There are few close-ups and no extreme close-ups – almost a feeling of: ‘we’ve paid a fortune for theses set pieces, props and lighting, why would we throw it away on a close-up’? ‘To let the viewer in’ is the answer and ‘to let the character out’, out of this black frame and out from behind this sheen of glass. The climax comes at the hands of Bast and Charles, Henry’s son. Here at last is a scene of action and it is handled with all the finesse of a tourist ordering a meal in a foreign capitol. It may be said the material is not helping – what works for a novel may not always translate to film. No one will ever make a great ‘Great Gatsby’. Film wants to move – ignore this imperative and you’d better have reason. The material of Howards End rarely affords such movement; but you can push it a stop: the material is conservative: let your style become more liberal.

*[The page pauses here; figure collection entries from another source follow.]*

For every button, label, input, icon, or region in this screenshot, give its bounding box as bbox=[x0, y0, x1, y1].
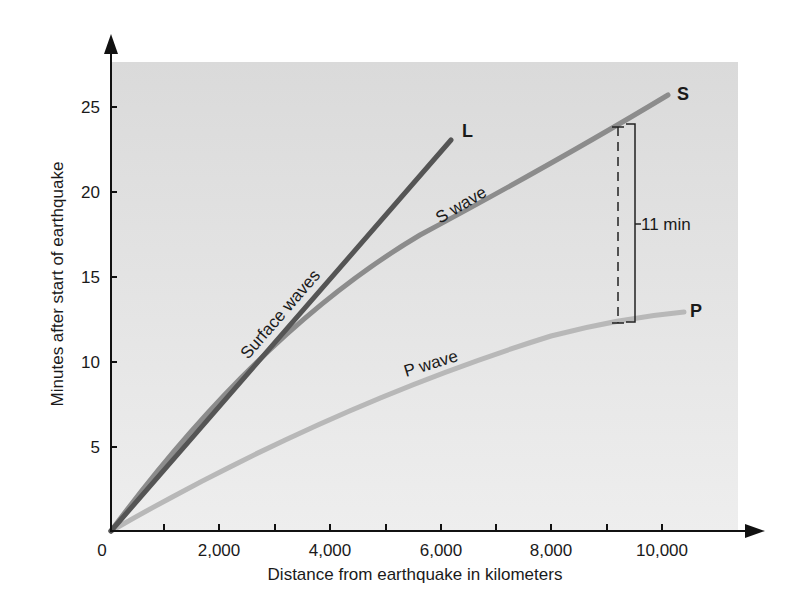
x-tick-label: 8,000 bbox=[530, 541, 573, 560]
interval-label: 11 min bbox=[641, 215, 691, 234]
x-tick-label: 0 bbox=[97, 541, 106, 560]
x-axis-title: Distance from earthquake in kilometers bbox=[268, 565, 563, 584]
plot-background bbox=[111, 62, 738, 531]
y-tick-label: 10 bbox=[81, 353, 100, 372]
y-tick-label: 20 bbox=[81, 183, 100, 202]
end-label-s: S bbox=[677, 84, 689, 104]
y-tick-label: 5 bbox=[91, 438, 100, 457]
x-tick-label: 4,000 bbox=[309, 541, 352, 560]
end-label-p: P bbox=[690, 301, 702, 321]
end-label-l: L bbox=[462, 121, 473, 141]
y-tick-label: 15 bbox=[81, 268, 100, 287]
x-tick-label: 2,000 bbox=[198, 541, 241, 560]
travel-time-chart: 11 min Surface waves S wave P wave L S P… bbox=[0, 0, 798, 609]
y-axis-title: Minutes after start of earthquake bbox=[48, 162, 67, 407]
x-tick-label: 6,000 bbox=[420, 541, 463, 560]
y-tick-label: 25 bbox=[81, 98, 100, 117]
x-tick-label: 10,000 bbox=[636, 541, 688, 560]
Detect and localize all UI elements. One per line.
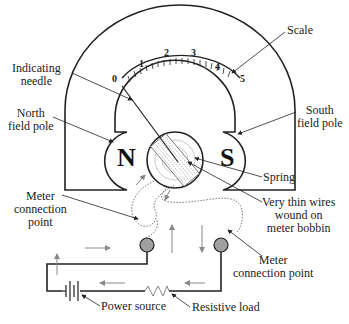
- scale-tick-5: 5: [240, 73, 245, 84]
- label-spring: Spring: [263, 171, 295, 184]
- leader-connection-left: [62, 195, 138, 219]
- label-north-field-pole: North field pole: [8, 107, 54, 133]
- label-resistive-load: Resistive load: [192, 301, 260, 314]
- scale-tick-1: 1: [139, 58, 144, 69]
- scale-tick-0: 0: [112, 73, 117, 84]
- leader-connection-right: [228, 230, 262, 256]
- meter-terminal-right: [214, 238, 228, 252]
- label-meter-connection-right: Meter connection point: [233, 254, 313, 280]
- north-pole-letter: N: [117, 143, 136, 173]
- current-arrows: [57, 175, 205, 283]
- resistor-symbol: [145, 286, 169, 296]
- label-power-source: Power source: [101, 300, 166, 313]
- meter-terminal-left: [140, 238, 154, 252]
- south-pole-letter: S: [220, 143, 234, 173]
- label-scale: Scale: [287, 24, 313, 37]
- leader-resistive: [172, 294, 190, 307]
- scale-tick-3: 3: [191, 47, 196, 58]
- leader-power: [82, 295, 100, 306]
- scale-tick-2: 2: [164, 47, 169, 58]
- battery-symbol: [62, 281, 78, 301]
- label-indicating-needle: Indicating needle: [12, 62, 61, 88]
- scale-tick-4: 4: [215, 61, 220, 72]
- label-meter-connection-left: Meter connection point: [14, 190, 67, 229]
- meter-diagram: 0 1 2 3 4 5: [0, 0, 349, 324]
- label-south-field-pole: South field pole: [297, 104, 343, 130]
- label-thin-wires: Very thin wires wound on meter bobbin: [262, 196, 335, 235]
- circuit-wire: [47, 252, 221, 291]
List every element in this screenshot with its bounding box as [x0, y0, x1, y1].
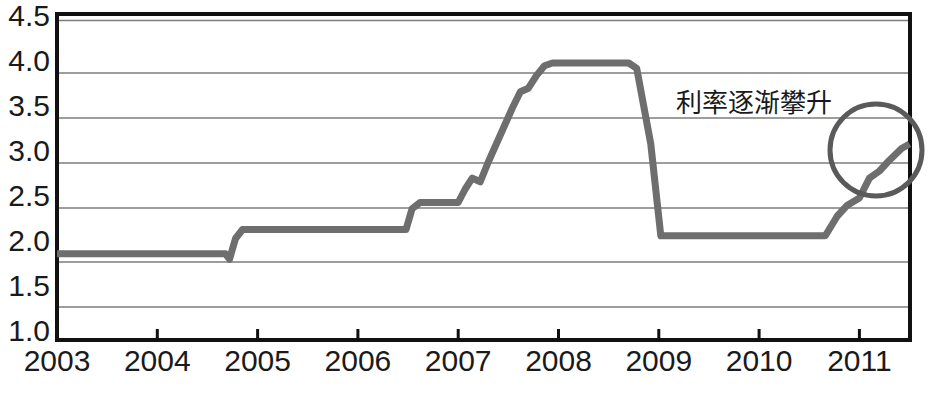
x-tick-label: 2010: [726, 344, 793, 377]
x-tick-label: 2004: [124, 344, 191, 377]
x-tick-label: 2011: [827, 344, 892, 377]
y-tick-label: 2.5: [8, 179, 50, 212]
y-tick-label: 3.0: [8, 134, 50, 167]
x-tick-label: 2008: [525, 344, 592, 377]
y-tick-label: 4.0: [8, 44, 50, 77]
y-tick-label: 3.5: [8, 89, 50, 122]
x-tick-label: 2009: [625, 344, 692, 377]
y-tick-label: 4.5: [8, 0, 50, 32]
rising-rates-annotation: 利率逐渐攀升: [676, 88, 832, 118]
x-axis-labels: 200320042005200620072008200920102011: [24, 344, 892, 377]
line-chart: 4.54.03.53.02.52.01.51.0 200320042005200…: [0, 0, 929, 411]
x-tick-label: 2003: [24, 344, 91, 377]
y-tick-label: 2.0: [8, 224, 50, 257]
x-tick-label: 2005: [224, 344, 291, 377]
chart-container: 4.54.03.53.02.52.01.51.0 200320042005200…: [0, 0, 929, 411]
x-tick-label: 2006: [325, 344, 392, 377]
y-tick-label: 1.5: [8, 269, 50, 302]
x-tick-label: 2007: [425, 344, 492, 377]
y-tick-label: 1.0: [8, 314, 50, 347]
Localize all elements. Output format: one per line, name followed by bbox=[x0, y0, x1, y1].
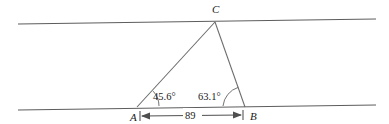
angle-label-b: 63.1° bbox=[198, 91, 221, 102]
vertex-label-a: A bbox=[129, 111, 137, 123]
vertex-label-b: B bbox=[250, 110, 257, 122]
diagram-canvas: 45.6° 63.1° C A B 89 bbox=[0, 0, 389, 124]
dimension-arrowhead-left bbox=[141, 113, 150, 120]
angle-arc-b bbox=[223, 87, 238, 106]
dimension-arrowhead-right bbox=[233, 112, 242, 119]
angle-label-a: 45.6° bbox=[153, 91, 176, 102]
upper-parallel-line bbox=[18, 19, 376, 24]
geometry-figure: 45.6° 63.1° C A B 89 bbox=[0, 0, 389, 124]
vertex-label-c: C bbox=[212, 3, 220, 15]
dimension-label: 89 bbox=[185, 110, 196, 121]
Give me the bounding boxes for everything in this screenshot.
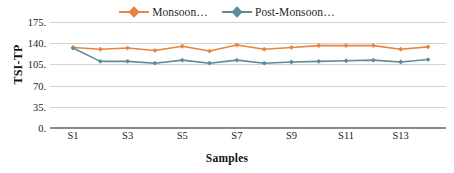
- y-tick-label: 140.: [28, 38, 46, 49]
- chart-legend: Monsoon… Post-Monsoon…: [0, 2, 454, 22]
- x-tick-label: S11: [338, 130, 354, 141]
- y-tick-label: 105.: [28, 59, 46, 70]
- chart-container: Monsoon… Post-Monsoon… TSI-TP 0.35.70.10…: [0, 0, 454, 173]
- data-point-marker: [426, 44, 431, 49]
- x-tick-label: S1: [67, 130, 78, 141]
- data-point-marker: [371, 43, 376, 48]
- legend-entry-monsoon[interactable]: Monsoon…: [119, 6, 208, 18]
- data-point-marker: [316, 59, 321, 64]
- y-tick-label: 175.: [28, 17, 46, 28]
- series-monsoon: [71, 43, 431, 54]
- legend-swatch-post-monsoon-icon: [222, 7, 252, 17]
- y-axis-title: TSI-TP: [11, 30, 26, 100]
- data-point-marker: [98, 47, 103, 52]
- series-layer: [50, 22, 446, 128]
- data-point-marker: [344, 43, 349, 48]
- legend-label-monsoon: Monsoon…: [152, 6, 208, 18]
- data-point-marker: [125, 46, 130, 51]
- data-point-marker: [153, 61, 158, 66]
- data-point-marker: [398, 47, 403, 52]
- x-tick-label: S13: [393, 130, 409, 141]
- data-point-marker: [262, 61, 267, 66]
- data-point-marker: [207, 49, 212, 54]
- data-point-marker: [316, 43, 321, 48]
- data-point-marker: [207, 61, 212, 66]
- data-point-marker: [234, 43, 239, 48]
- x-tick-label: S5: [177, 130, 188, 141]
- data-point-marker: [289, 60, 294, 65]
- data-point-marker: [371, 58, 376, 63]
- x-axis-title: Samples: [0, 152, 454, 164]
- x-tick-label: S7: [231, 130, 242, 141]
- legend-swatch-monsoon-icon: [119, 7, 149, 17]
- y-tick-label: 0.: [38, 123, 46, 134]
- x-tick-label: S3: [122, 130, 133, 141]
- data-point-marker: [398, 60, 403, 65]
- data-point-marker: [125, 59, 130, 64]
- legend-label-post-monsoon: Post-Monsoon…: [255, 6, 335, 18]
- legend-entry-post-monsoon[interactable]: Post-Monsoon…: [222, 6, 335, 18]
- data-point-marker: [344, 58, 349, 63]
- y-tick-label: 35.: [33, 101, 46, 112]
- plot-area: 0.35.70.105.140.175. S1S3S5S7S9S11S13: [50, 22, 446, 128]
- y-tick-label: 70.: [33, 80, 46, 91]
- data-point-marker: [180, 44, 185, 49]
- data-point-marker: [234, 58, 239, 63]
- data-point-marker: [153, 48, 158, 53]
- data-point-marker: [426, 57, 431, 62]
- data-point-marker: [289, 45, 294, 50]
- x-tick-label: S9: [286, 130, 297, 141]
- data-point-marker: [262, 47, 267, 52]
- data-point-marker: [180, 58, 185, 63]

The script does this on a number of occasions: we follow Bast as he imagines himself wandering the countryside of a favourite novel, wonderful. I would allow the cameraman this freedom, more dolly and crane shots, extreme close-ups… more freedom -- take off the corsett and let the thing breathe. None of which belies the thrill of watching people from a distant place and time wrestle with that time and the never ending puzzle of being human – on that score Howards End is a masterpiece, and you can do no better.